Jane traced the outlines of the faded lips, the shadows of her eyes, the soft edges of her hair bleeding into the background. The image was unsettling, yet familiar, like the ghost of a face she should have known.
2025.02.11
珍是一位迷失面孔的製圖師。她不是傳統意義上的地圖製作者,而是一名編織模糊與破碎身份的編年者,穿梭於時間、記憶與遺忘之間。她的天賦——或者詛咒——是能夠看見藏在一個人臉龐之下的層次,那些被歲月壓抑的過去自我,被時間侵蝕而逐漸消失的神情回音。
她在遺忘肖像的檔案館工作,那是一個影像在被記住之前便已褪色的地方。被遺棄的照片、損毀的數位檔案、印刷錯誤的畫布,在這裡低聲細語,渴望被看見、被重新拼湊。有些面孔被粗心的手指抹去,有些因技術故障而模糊不清,但它們都承載著渴望解開的故事。
某天,珍發現了一幅奇特的肖像。畫中女子既未完全成形,也未完全消失——她的臉在清晰與消解之間閃爍,彷彿被困在兩種存在狀態之間。珍沿著那逐漸淡去的雙唇輪廓、眼神的陰影、柔和髮絲與背景融合的邊界細細追尋。這張影像令人不安,卻又熟悉,如同她應該認識的臉龐幽靈。
當珍伸出手,那幅肖像竟然開始變化。模糊的輪廓波動起來,彷彿霧氣正在重新塑形。畫中女子現在正凝視著她。不僅是一張照片,而是一種存在,一個曾經真實存在卻早已被時間吞噬的片段。
珍屏住呼吸。這位女子是在等待被記住,還是她在警告珍相同的命運——逐漸消逝,成為檔案館中另一個被遺忘的模糊身份?
或許珍不只是製圖師。或許,她本身就是地圖的一部分,逐漸溶解於她那拼命想要拯救的故事之中。
Jane was a cartographer of lost faces. Not a maker of maps in the traditional sense, but a weaver of the blurred and fractured identities that flickered between time, memory, and erasure. Her gift—or curse—was the ability to see the layers beneath a person’s visage, the past selves buried under the weight of years, the echoes of expressions lost to the erosion of time.
She worked in the archive of forgotten portraits, a place where images faded before they had a chance to be remembered.

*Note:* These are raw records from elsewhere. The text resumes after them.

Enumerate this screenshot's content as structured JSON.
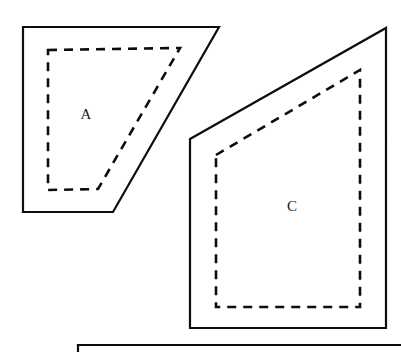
{
  "figure": {
    "canvas": {
      "width": 401,
      "height": 353
    },
    "background_color": "#ffffff",
    "stroke_color": "#0d0d0d",
    "label_color": "#1a1a1a",
    "shapes": [
      {
        "id": "shape-a",
        "label": "A",
        "label_x": 86,
        "label_y": 114,
        "outline_points": "23,27 219,27 113,212 23,212",
        "inner_points": "48,50 180,48 98,189 48,190",
        "outline_style": "solid",
        "inner_style": "dashed"
      },
      {
        "id": "shape-c",
        "label": "C",
        "label_x": 292,
        "label_y": 206,
        "outline_points": "190,139 386,28 386,328 190,328",
        "inner_points": "216,155 360,70 360,307 216,307",
        "outline_style": "solid",
        "inner_style": "dashed"
      }
    ],
    "partial_shape": {
      "id": "shape-partial-bottom",
      "description": "top edge of a third region cropped by the bottom of the frame",
      "points": "78,352 78,345 401,345"
    }
  }
}
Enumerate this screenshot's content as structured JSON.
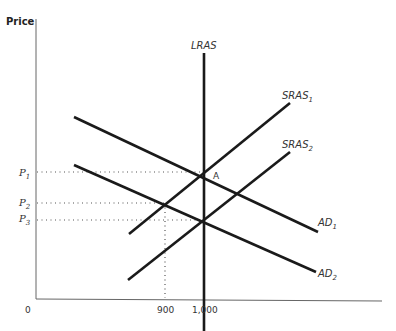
{
  "diagram": {
    "y_axis_label": "Price",
    "origin_label": "0",
    "x_ticks": [
      {
        "label": "900",
        "x": 900
      },
      {
        "label": "1,000",
        "x": 1000
      }
    ],
    "price_levels": [
      {
        "label": "P",
        "sub": "1"
      },
      {
        "label": "P",
        "sub": "2"
      },
      {
        "label": "P",
        "sub": "3"
      }
    ],
    "curves": {
      "lras": {
        "label": "LRAS"
      },
      "sras1": {
        "label": "SRAS",
        "sub": "1"
      },
      "sras2": {
        "label": "SRAS",
        "sub": "2"
      },
      "ad1": {
        "label": "AD",
        "sub": "1"
      },
      "ad2": {
        "label": "AD",
        "sub": "2"
      }
    },
    "point_a": {
      "label": "A"
    },
    "colors": {
      "lines": "#1a1a1a",
      "axis": "#555555",
      "dotted": "#555555"
    }
  }
}
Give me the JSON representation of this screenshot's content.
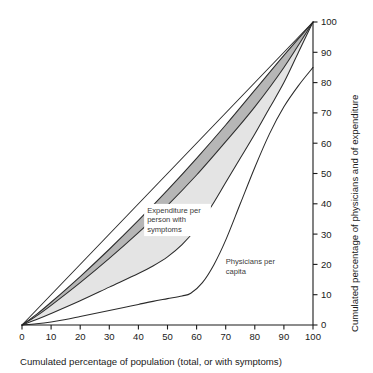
{
  "chart_data": {
    "type": "line",
    "title": "",
    "xlabel": "Cumulated percentage of population (total, or with symptoms)",
    "ylabel": "Cumulated percentage of physicians and of expenditure",
    "xlim": [
      0,
      100
    ],
    "ylim": [
      0,
      100
    ],
    "xticks": [
      "0",
      "10",
      "20",
      "30",
      "40",
      "50",
      "60",
      "70",
      "80",
      "90",
      "100"
    ],
    "yticks": [
      "0",
      "10",
      "20",
      "30",
      "40",
      "50",
      "60",
      "70",
      "80",
      "90",
      "100"
    ],
    "grid": false,
    "legend_position": "inline-annotations",
    "y_axis_side": "right",
    "colors": {
      "dark_band": "#b6b6b6",
      "light_band": "#e4e4e4",
      "line": "#2b2b2b",
      "text": "#1a1a1a",
      "background": "#ffffff"
    },
    "annotations": [
      {
        "name": "expenditure-label",
        "text_lines": [
          "Expenditure per",
          "person with",
          "symptoms"
        ],
        "x": 43,
        "y": 37
      },
      {
        "name": "physicians-label",
        "text_lines": [
          "Physicians per",
          "capita"
        ],
        "x": 70,
        "y": 20
      }
    ],
    "series": [
      {
        "name": "Equality line (line of perfect equality)",
        "style": "solid",
        "points": [
          [
            0,
            0
          ],
          [
            100,
            100
          ]
        ]
      },
      {
        "name": "Upper expenditure bound",
        "style": "solid",
        "points": [
          [
            0,
            0
          ],
          [
            5,
            3.5
          ],
          [
            10,
            7.5
          ],
          [
            20,
            16
          ],
          [
            30,
            25
          ],
          [
            40,
            34.5
          ],
          [
            50,
            44.5
          ],
          [
            60,
            55
          ],
          [
            70,
            66
          ],
          [
            80,
            77.5
          ],
          [
            90,
            89
          ],
          [
            100,
            100
          ]
        ]
      },
      {
        "name": "Expenditure per person with symptoms",
        "style": "solid",
        "points": [
          [
            0,
            0
          ],
          [
            5,
            3
          ],
          [
            10,
            6.5
          ],
          [
            20,
            14
          ],
          [
            30,
            22
          ],
          [
            40,
            30.5
          ],
          [
            50,
            39.5
          ],
          [
            60,
            49.5
          ],
          [
            70,
            60.5
          ],
          [
            80,
            72
          ],
          [
            90,
            85
          ],
          [
            100,
            100
          ]
        ]
      },
      {
        "name": "Lower expenditure bound",
        "style": "solid",
        "points": [
          [
            0,
            0
          ],
          [
            5,
            1.8
          ],
          [
            10,
            3.8
          ],
          [
            20,
            8
          ],
          [
            30,
            12.5
          ],
          [
            40,
            17
          ],
          [
            45,
            19.5
          ],
          [
            50,
            22.5
          ],
          [
            55,
            26.5
          ],
          [
            60,
            32
          ],
          [
            65,
            39
          ],
          [
            70,
            47
          ],
          [
            75,
            55
          ],
          [
            80,
            63
          ],
          [
            85,
            71.5
          ],
          [
            90,
            80
          ],
          [
            95,
            90
          ],
          [
            100,
            100
          ]
        ]
      },
      {
        "name": "Physicians per capita",
        "style": "solid",
        "points": [
          [
            0,
            0
          ],
          [
            5,
            0.4
          ],
          [
            10,
            1.0
          ],
          [
            15,
            1.8
          ],
          [
            20,
            2.8
          ],
          [
            25,
            3.8
          ],
          [
            30,
            4.8
          ],
          [
            35,
            5.8
          ],
          [
            40,
            6.8
          ],
          [
            45,
            7.8
          ],
          [
            50,
            8.7
          ],
          [
            55,
            9.6
          ],
          [
            58,
            10.5
          ],
          [
            62,
            14
          ],
          [
            66,
            20
          ],
          [
            70,
            28
          ],
          [
            75,
            40
          ],
          [
            80,
            52
          ],
          [
            85,
            63
          ],
          [
            90,
            72
          ],
          [
            95,
            79
          ],
          [
            100,
            85
          ]
        ]
      }
    ],
    "bands": [
      {
        "name": "dark-band",
        "fill": "#b6b6b6",
        "upper_series": "Upper expenditure bound",
        "lower_series": "Expenditure per person with symptoms"
      },
      {
        "name": "light-band",
        "fill": "#e4e4e4",
        "upper_series": "Expenditure per person with symptoms",
        "lower_series": "Lower expenditure bound"
      }
    ]
  }
}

Here, discarded photographs, corrupted digital files, and misprinted canvases whispered to her, asking to be seen, to be pieced back together. Some faces had been smudged by careless hands, others blurred by failing technology, yet all carried stories that longed to be unraveled.
One day, Jane came across a peculiar portrait. The woman in the image was neither fully formed nor entirely lost—her face flickered between clarity and dissolution, as if caught between two existences. Jane traced the outlines of the faded lips, the shadows of her eyes, the soft edges of her hair bleeding into the background. The image was unsettling, yet familiar, like the ghost of a face she should have known.
As Jane reached out, the portrait shifted. The blurred features rippled, reforming like mist taking shape. The woman in the image was watching her now. Not just a picture, but a presence. A fragment of someone who had once been real but had long since been swallowed by time.
Jane inhaled sharply. Was this woman waiting to be remembered? Or was she warning Jane of the same fate—of slipping away, becoming another blurred identity in the archive of the forgotten?
Perhaps Jane wasn’t just a cartographer. Perhaps she was a part of the map itself, slowly dissolving into the stories she so desperately tried to save.